Synopses & Reviews
David Ellison's book is an ambitious presentation of the aesthetic and ethical dimensions of Modernist literature. The author brings together philosophical, theoretical, and literary texts ranging over a century and a half of intellectual history--from Kant and Kierkegaard to Freud and Woolf. His study reveals how the struggle between aesthetic and ethical issues characterizes each of them. He combines the insights of philosophical conceptualization, narratology, and psychoanalytic theory to illuminate the historical passage from the sublime to the uncanny during the 150-year period between 1790-1940.
Review
"Ellison's book makes our experience of modernist writers and texts and more subtle while also futhering an arresting argument about philosophical shifts during this literary-historical moment. Perhaps most importantly, it `infects' us with the author's delight in both aesthetic enjoyment and art's unique mode of ethical inquiry." Modernism"[a] worthy contribution to the ethics and politics of literary Modernism." Woolf Studies Annual"...a collection of excellent deconstructive close readings in European philosophy and literaure." The Wordsworth Circle
Synopsis
'David Ellison\'s book is an investigation into the historical origins and textual practice of European literary Modernism.'
Table of Contents
Preface; Part I. Kant, Romantic Irony, Unheimlichkeit: 1. Border crossings in Kant; 2. Kierkegaard on the economics of living poetically; 3. Freud's 'Das Unheimliche': the intricacies of textual uncanniness; Part II. The Romantic Heritage and Modernist Fiction: 4. Aesthetic redemption: the Thyrsus in Nietzsche, Baudelaire, and Wagner; 5. The 'beautiful soul': Alain-Fournier's Le Grand Meaulnes and the aesthetics of Romanticism; 6. Proust and Kafka: uncanny narrative openings; 7. Textualizing immoralism: Conrad's Heart of Darkness and Gide's L'Immoraliste; 8. Fishing the waters of impersonality: Virginia Woolf's To the Lighthouse; Epilogue: narrative and music in Kafka and Blanchot: the 'singing' of Josefine; Notes; Index.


A complete, exact copy of the records is needed here.
*** Begin section ***
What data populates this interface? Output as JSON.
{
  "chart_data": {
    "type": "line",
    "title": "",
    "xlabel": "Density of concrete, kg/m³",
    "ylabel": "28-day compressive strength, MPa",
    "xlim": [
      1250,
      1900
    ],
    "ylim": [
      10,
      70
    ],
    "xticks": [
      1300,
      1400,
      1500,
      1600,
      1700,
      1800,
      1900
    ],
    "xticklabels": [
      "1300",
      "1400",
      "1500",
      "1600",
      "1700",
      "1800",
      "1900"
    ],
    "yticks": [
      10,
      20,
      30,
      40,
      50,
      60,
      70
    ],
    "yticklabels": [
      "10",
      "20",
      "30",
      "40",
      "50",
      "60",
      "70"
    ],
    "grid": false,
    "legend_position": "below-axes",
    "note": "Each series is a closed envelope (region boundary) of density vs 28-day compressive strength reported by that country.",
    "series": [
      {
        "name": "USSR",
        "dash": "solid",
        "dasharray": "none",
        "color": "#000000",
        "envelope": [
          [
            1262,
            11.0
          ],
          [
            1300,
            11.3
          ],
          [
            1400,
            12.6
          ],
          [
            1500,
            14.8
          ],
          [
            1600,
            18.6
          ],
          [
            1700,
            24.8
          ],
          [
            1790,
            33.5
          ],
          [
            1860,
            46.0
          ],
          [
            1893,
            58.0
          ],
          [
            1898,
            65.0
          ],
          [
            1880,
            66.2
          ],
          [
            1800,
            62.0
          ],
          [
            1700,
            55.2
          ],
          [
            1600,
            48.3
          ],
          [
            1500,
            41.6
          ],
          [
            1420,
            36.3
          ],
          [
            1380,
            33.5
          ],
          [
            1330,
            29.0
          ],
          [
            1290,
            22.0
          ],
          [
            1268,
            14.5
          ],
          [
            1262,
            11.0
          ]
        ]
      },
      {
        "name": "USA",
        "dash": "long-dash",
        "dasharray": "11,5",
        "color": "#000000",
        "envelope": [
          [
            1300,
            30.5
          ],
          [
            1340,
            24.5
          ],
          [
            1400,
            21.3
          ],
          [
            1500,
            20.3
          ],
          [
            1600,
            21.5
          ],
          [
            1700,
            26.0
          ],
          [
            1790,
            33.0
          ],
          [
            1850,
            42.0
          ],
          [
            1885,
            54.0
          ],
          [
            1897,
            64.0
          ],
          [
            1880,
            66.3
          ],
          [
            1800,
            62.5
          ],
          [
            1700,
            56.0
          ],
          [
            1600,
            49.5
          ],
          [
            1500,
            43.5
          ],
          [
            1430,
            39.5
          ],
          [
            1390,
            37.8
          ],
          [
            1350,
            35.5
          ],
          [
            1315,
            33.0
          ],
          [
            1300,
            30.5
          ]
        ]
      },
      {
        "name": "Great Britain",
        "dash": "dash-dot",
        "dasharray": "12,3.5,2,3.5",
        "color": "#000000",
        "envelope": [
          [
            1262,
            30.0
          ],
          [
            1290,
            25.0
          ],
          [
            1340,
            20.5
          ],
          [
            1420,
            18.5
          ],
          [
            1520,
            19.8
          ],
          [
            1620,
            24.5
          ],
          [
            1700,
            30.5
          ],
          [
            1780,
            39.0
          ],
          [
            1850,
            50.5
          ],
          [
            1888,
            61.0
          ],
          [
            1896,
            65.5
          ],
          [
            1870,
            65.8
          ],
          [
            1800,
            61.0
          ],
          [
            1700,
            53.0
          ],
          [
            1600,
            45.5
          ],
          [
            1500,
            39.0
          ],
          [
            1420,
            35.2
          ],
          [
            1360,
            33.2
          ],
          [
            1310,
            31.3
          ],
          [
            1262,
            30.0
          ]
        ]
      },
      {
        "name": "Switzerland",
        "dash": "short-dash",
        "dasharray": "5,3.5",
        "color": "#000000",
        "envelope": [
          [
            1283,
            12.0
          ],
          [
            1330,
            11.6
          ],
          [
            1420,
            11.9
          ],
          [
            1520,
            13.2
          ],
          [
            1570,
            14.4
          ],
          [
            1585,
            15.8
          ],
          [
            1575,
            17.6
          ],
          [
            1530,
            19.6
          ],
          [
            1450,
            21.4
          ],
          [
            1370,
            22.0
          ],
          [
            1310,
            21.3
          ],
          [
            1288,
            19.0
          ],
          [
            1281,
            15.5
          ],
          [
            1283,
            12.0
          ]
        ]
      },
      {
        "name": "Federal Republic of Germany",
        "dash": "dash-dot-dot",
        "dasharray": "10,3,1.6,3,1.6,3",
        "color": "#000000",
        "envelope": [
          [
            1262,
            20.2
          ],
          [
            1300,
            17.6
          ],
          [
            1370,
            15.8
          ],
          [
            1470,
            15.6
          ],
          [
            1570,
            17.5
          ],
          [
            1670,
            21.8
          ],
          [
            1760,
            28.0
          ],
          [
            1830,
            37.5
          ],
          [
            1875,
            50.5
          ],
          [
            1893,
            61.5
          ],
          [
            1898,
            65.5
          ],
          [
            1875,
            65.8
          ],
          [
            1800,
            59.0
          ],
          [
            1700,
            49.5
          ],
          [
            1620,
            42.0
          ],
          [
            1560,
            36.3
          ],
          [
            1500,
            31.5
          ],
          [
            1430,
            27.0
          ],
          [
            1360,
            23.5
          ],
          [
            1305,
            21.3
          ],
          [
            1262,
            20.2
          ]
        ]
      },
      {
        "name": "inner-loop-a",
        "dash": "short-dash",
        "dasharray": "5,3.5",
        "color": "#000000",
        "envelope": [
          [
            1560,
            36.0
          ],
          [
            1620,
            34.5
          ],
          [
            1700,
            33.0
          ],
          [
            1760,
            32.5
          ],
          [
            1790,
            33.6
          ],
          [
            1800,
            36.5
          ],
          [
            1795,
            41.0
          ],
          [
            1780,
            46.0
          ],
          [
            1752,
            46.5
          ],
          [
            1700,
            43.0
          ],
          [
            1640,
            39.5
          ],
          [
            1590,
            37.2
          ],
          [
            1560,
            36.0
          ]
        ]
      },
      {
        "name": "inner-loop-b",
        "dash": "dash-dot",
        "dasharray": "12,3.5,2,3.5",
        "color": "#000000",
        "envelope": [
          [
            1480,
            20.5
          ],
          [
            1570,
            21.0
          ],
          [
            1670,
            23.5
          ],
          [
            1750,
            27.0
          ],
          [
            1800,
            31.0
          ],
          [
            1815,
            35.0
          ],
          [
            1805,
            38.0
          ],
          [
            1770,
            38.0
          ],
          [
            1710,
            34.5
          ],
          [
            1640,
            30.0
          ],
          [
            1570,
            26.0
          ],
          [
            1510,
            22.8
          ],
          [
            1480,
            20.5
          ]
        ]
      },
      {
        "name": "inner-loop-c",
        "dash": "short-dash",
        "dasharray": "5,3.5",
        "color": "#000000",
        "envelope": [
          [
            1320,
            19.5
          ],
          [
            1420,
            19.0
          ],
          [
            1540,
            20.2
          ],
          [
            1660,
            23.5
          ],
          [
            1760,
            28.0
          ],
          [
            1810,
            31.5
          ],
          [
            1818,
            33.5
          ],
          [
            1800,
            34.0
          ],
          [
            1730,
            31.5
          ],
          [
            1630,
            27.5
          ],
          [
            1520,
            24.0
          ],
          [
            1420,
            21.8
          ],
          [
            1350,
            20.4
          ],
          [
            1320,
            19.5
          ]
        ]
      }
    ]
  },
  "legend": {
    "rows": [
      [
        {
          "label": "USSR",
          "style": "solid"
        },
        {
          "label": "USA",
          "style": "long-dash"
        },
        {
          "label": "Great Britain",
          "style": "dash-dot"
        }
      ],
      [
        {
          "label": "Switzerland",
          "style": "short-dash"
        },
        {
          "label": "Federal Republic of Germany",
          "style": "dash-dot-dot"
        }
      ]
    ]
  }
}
*** End section ***
▸ **Finished task**
What data populates this interface? Output as JSON.
{
  "chart_data": {
    "type": "line",
    "title": "",
    "xlabel": "Density of concrete, kg/m³",
    "ylabel": "28-day compressive strength, MPa",
    "xlim": [
      1250,
      1900
    ],
    "ylim": [
      10,
      70
    ],
    "xticks": [
      1300,
      1400,
      1500,
      1600,
      1700,
      1800,
      1900
    ],
    "xticklabels": [
      "1300",
      "1400",
      "1500",
      "1600",
      "1700",
      "1800",
      "1900"
    ],
    "yticks": [
      10,
      20,
      30,
      40,
      50,
      60,
      70
    ],
    "yticklabels": [
      "10",
      "20",
      "30",
      "40",
      "50",
      "60",
      "70"
    ],
    "grid": false,
    "legend_position": "below-axes",
    "note": "Each series is a closed envelope (region boundary) of density vs 28-day compressive strength reported by that country.",
    "series": [
      {
        "name": "USSR",
        "dash": "solid",
        "dasharray": "none",
        "color": "#000000",
        "envelope": [
          [
            1262,
            11.0
          ],
          [
            1300,
            11.3
          ],
          [
            1400,
            12.6
          ],
          [
            1500,
            14.8
          ],
          [
            1600,
            18.6
          ],
          [
            1700,
            24.8
          ],
          [
            1790,
            33.5
          ],
          [
            1860,
            46.0
          ],
          [
            1893,
            58.0
          ],
          [
            1898,
            65.0
          ],
          [
            1880,
            66.2
          ],
          [
            1800,
            62.0
          ],
          [
            1700,
            55.2
          ],
          [
            1600,
            48.3
          ],
          [
            1500,
            41.6
          ],
          [
            1420,
            36.3
          ],
          [
            1380,
            33.5
          ],
          [
            1330,
            29.0
          ],
          [
            1290,
            22.0
          ],
          [
            1268,
            14.5
          ],
          [
            1262,
            11.0
          ]
        ]
      },
      {
        "name": "USA",
        "dash": "long-dash",
        "dasharray": "11,5",
        "color": "#000000",
        "envelope": [
          [
            1300,
            30.5
          ],
          [
            1340,
            24.5
          ],
          [
            1400,
            21.3
          ],
          [
            1500,
            20.3
          ],
          [
            1600,
            21.5
          ],
          [
            1700,
            26.0
          ],
          [
            1790,
            33.0
          ],
          [
            1850,
            42.0
          ],
          [
            1885,
            54.0
          ],
          [
            1897,
            64.0
          ],
          [
            1880,
            66.3
          ],
          [
            1800,
            62.5
          ],
          [
            1700,
            56.0
          ],
          [
            1600,
            49.5
          ],
          [
            1500,
            43.5
          ],
          [
            1430,
            39.5
          ],
          [
            1390,
            37.8
          ],
          [
            1350,
            35.5
          ],
          [
            1315,
            33.0
          ],
          [
            1300,
            30.5
          ]
        ]
      },
      {
        "name": "Great Britain",
        "dash": "dash-dot",
        "dasharray": "12,3.5,2,3.5",
        "color": "#000000",
        "envelope": [
          [
            1262,
            30.0
          ],
          [
            1290,
            25.0
          ],
          [
            1340,
            20.5
          ],
          [
            1420,
            18.5
          ],
          [
            1520,
            19.8
          ],
          [
            1620,
            24.5
          ],
          [
            1700,
            30.5
          ],
          [
            1780,
            39.0
          ],
          [
            1850,
            50.5
          ],
          [
            1888,
            61.0
          ],
          [
            1896,
            65.5
          ],
          [
            1870,
            65.8
          ],
          [
            1800,
            61.0
          ],
          [
            1700,
            53.0
          ],
          [
            1600,
            45.5
          ],
          [
            1500,
            39.0
          ],
          [
            1420,
            35.2
          ],
          [
            1360,
            33.2
          ],
          [
            1310,
            31.3
          ],
          [
            1262,
            30.0
          ]
        ]
      },
      {
        "name": "Switzerland",
        "dash": "short-dash",
        "dasharray": "5,3.5",
        "color": "#000000",
        "envelope": [
          [
            1283,
            12.0
          ],
          [
            1330,
            11.6
          ],
          [
            1420,
            11.9
          ],
          [
            1520,
            13.2
          ],
          [
            1570,
            14.4
          ],
          [
            1585,
            15.8
          ],
          [
            1575,
            17.6
          ],
          [
            1530,
            19.6
          ],
          [
            1450,
            21.4
          ],
          [
            1370,
            22.0
          ],
          [
            1310,
            21.3
          ],
          [
            1288,
            19.0
          ],
          [
            1281,
            15.5
          ],
          [
            1283,
            12.0
          ]
        ]
      },
      {
        "name": "Federal Republic of Germany",
        "dash": "dash-dot-dot",
        "dasharray": "10,3,1.6,3,1.6,3",
        "color": "#000000",
        "envelope": [
          [
            1262,
            20.2
          ],
          [
            1300,
            17.6
          ],
          [
            1370,
            15.8
          ],
          [
            1470,
            15.6
          ],
          [
            1570,
            17.5
          ],
          [
            1670,
            21.8
          ],
          [
            1760,
            28.0
          ],
          [
            1830,
            37.5
          ],
          [
            1875,
            50.5
          ],
          [
            1893,
            61.5
          ],
          [
            1898,
            65.5
          ],
          [
            1875,
            65.8
          ],
          [
            1800,
            59.0
          ],
          [
            1700,
            49.5
          ],
          [
            1620,
            42.0
          ],
          [
            1560,
            36.3
          ],
          [
            1500,
            31.5
          ],
          [
            1430,
            27.0
          ],
          [
            1360,
            23.5
          ],
          [
            1305,
            21.3
          ],
          [
            1262,
            20.2
          ]
        ]
      },
      {
        "name": "inner-loop-a",
        "dash": "short-dash",
        "dasharray": "5,3.5",
        "color": "#000000",
        "envelope": [
          [
            1560,
            36.0
          ],
          [
            1620,
            34.5
          ],
          [
            1700,
            33.0
          ],
          [
            1760,
            32.5
          ],
          [
            1790,
            33.6
          ],
          [
            1800,
            36.5
          ],
          [
            1795,
            41.0
          ],
          [
            1780,
            46.0
          ],
          [
            1752,
            46.5
          ],
          [
            1700,
            43.0
          ],
          [
            1640,
            39.5
          ],
          [
            1590,
            37.2
          ],
          [
            1560,
            36.0
          ]
        ]
      },
      {
        "name": "inner-loop-b",
        "dash": "dash-dot",
        "dasharray": "12,3.5,2,3.5",
        "color": "#000000",
        "envelope": [
          [
            1480,
            20.5
          ],
          [
            1570,
            21.0
          ],
          [
            1670,
            23.5
          ],
          [
            1750,
            27.0
          ],
          [
            1800,
            31.0
          ],
          [
            1815,
            35.0
          ],
          [
            1805,
            38.0
          ],
          [
            1770,
            38.0
          ],
          [
            1710,
            34.5
          ],
          [
            1640,
            30.0
          ],
          [
            1570,
            26.0
          ],
          [
            1510,
            22.8
          ],
          [
            1480,
            20.5
          ]
        ]
      },
      {
        "name": "inner-loop-c",
        "dash": "short-dash",
        "dasharray": "5,3.5",
        "color": "#000000",
        "envelope": [
          [
            1320,
            19.5
          ],
          [
            1420,
            19.0
          ],
          [
            1540,
            20.2
          ],
          [
            1660,
            23.5
          ],
          [
            1760,
            28.0
          ],
          [
            1810,
            31.5
          ],
          [
            1818,
            33.5
          ],
          [
            1800,
            34.0
          ],
          [
            1730,
            31.5
          ],
          [
            1630,
            27.5
          ],
          [
            1520,
            24.0
          ],
          [
            1420,
            21.8
          ],
          [
            1350,
            20.4
          ],
          [
            1320,
            19.5
          ]
        ]
      }
    ]
  },
  "legend": {
    "rows": [
      [
        {
          "label": "USSR",
          "style": "solid"
        },
        {
          "label": "USA",
          "style": "long-dash"
        },
        {
          "label": "Great Britain",
          "style": "dash-dot"
        }
      ],
      [
        {
          "label": "Switzerland",
          "style": "short-dash"
        },
        {
          "label": "Federal Republic of Germany",
          "style": "dash-dot-dot"
        }
      ]
    ]
  }
}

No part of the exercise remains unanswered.